"What's that?" I said, stopping short and staring blankly upwards, for, absurd though it seems, that weird sound seemed to come floating down from an infinite height above us.

"Not high enough," he muttered like a man in an ecstasy. "Not high enough yet."

He walked away from me then without another word. When I entered the cottage he was seated at the table sketching a woman's face—the same face I had seen in that other sketch of his, spectral, unreal, and lovely.

"What on earth——?" I began.

"Nothing on earth," he answered in a strange voice. Then he laughed and jumped up, and tore his sketch across.

He seemed quite his old self again, chatty and pleasant, and with his old passion for talking "shop." He launched into a long explanation of some scheme he had in mind for securing automatic balancing.

I never told anyone about that strange, mocking laugh, in fact, I had almost forgotten the incident altogether when something brought every detail back to my memory. I had a letter from a person who signed himself "George Barnes."

Barnes, it seemed, was the operator who had taken the pictures of that last ascent, and as he understood I had been Mr. Thorpe's greatest friend, he wanted to see me.
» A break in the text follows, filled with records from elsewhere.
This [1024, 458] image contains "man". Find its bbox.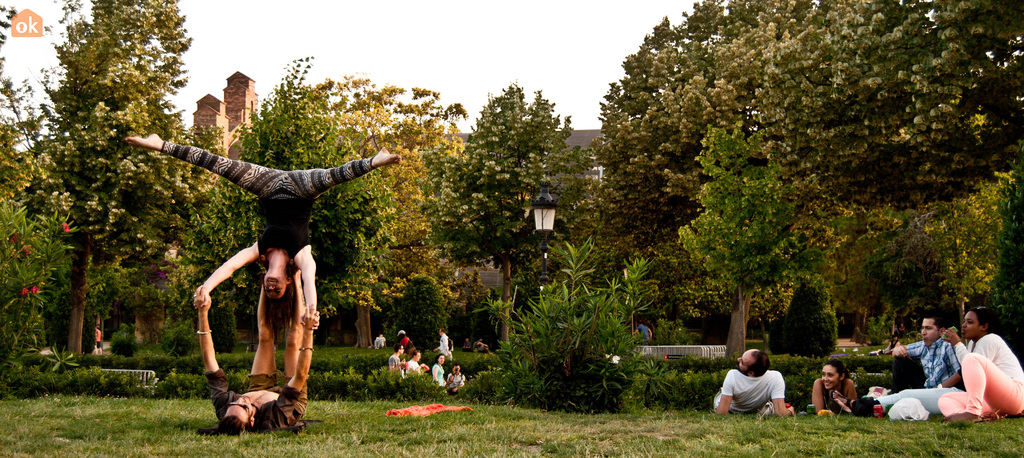
(724, 351, 799, 429).
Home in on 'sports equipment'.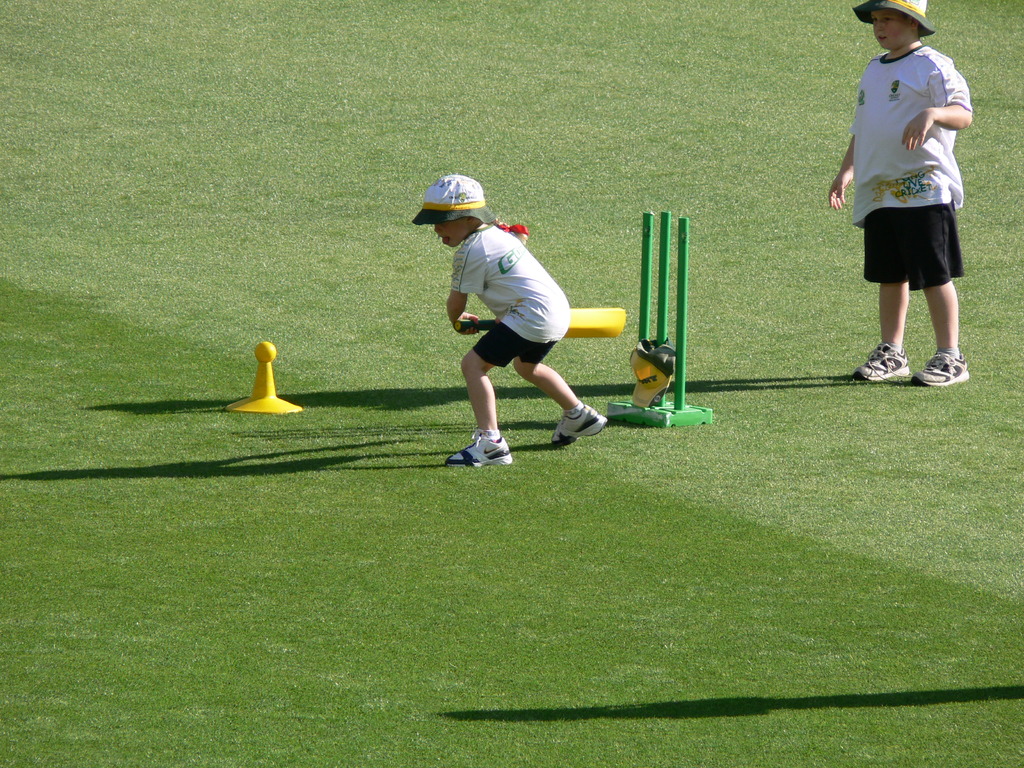
Homed in at [x1=549, y1=403, x2=610, y2=451].
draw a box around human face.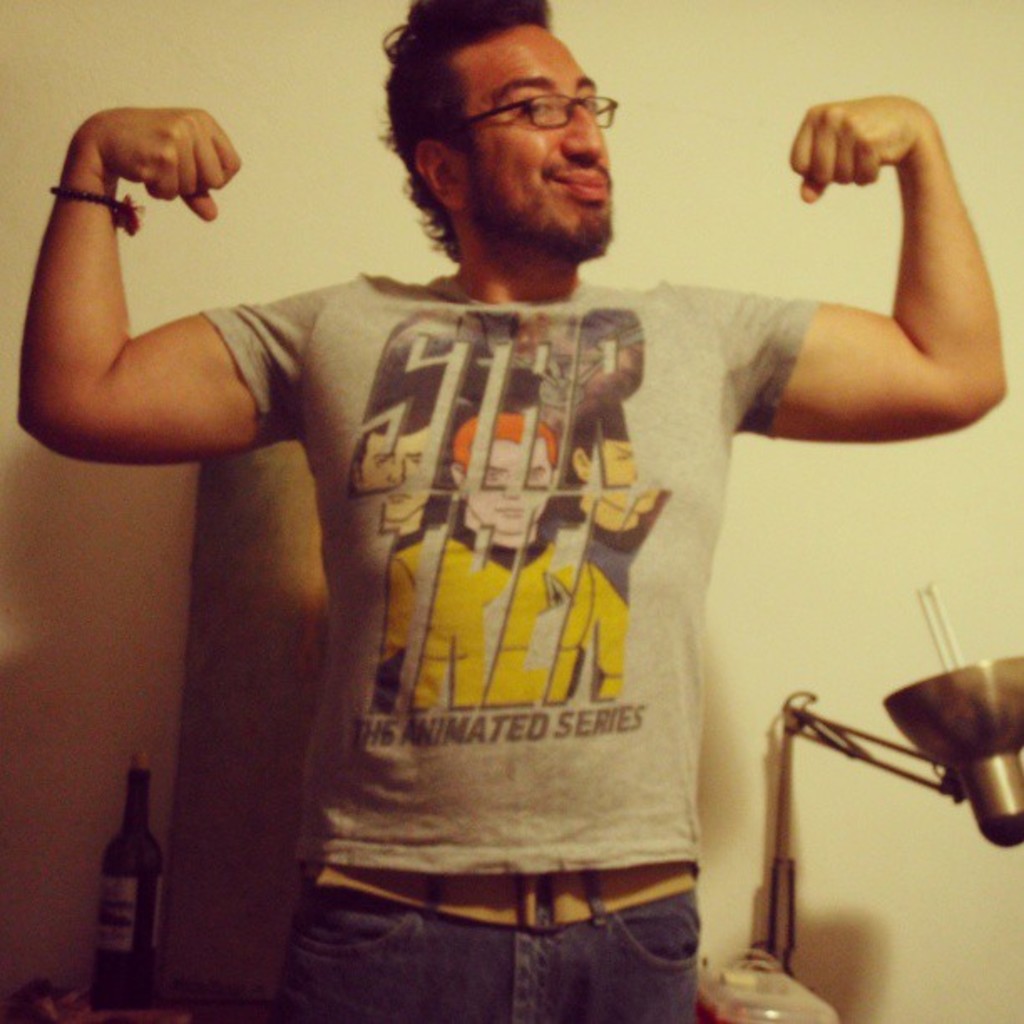
left=462, top=23, right=612, bottom=254.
Certain expressions in the letter aroused my curiosity. I replied. He asked for an appointment at a time that was not very convenient, and finally I arranged to call at his house one evening.

It was one of those smart little six-room villas of which so many have been put up in the London suburbs of late. Barnes was buying it on the instalment system, and I quite won his heart by complimenting him on it. But for that, I doubt if anything would have come of my visit, for he was plainly nervous and ill at ease and very repentant of ever having said anything. But after my compliment to the house we got on better.

"It's on my mind," he said; "I shan't be easy till someone else knows."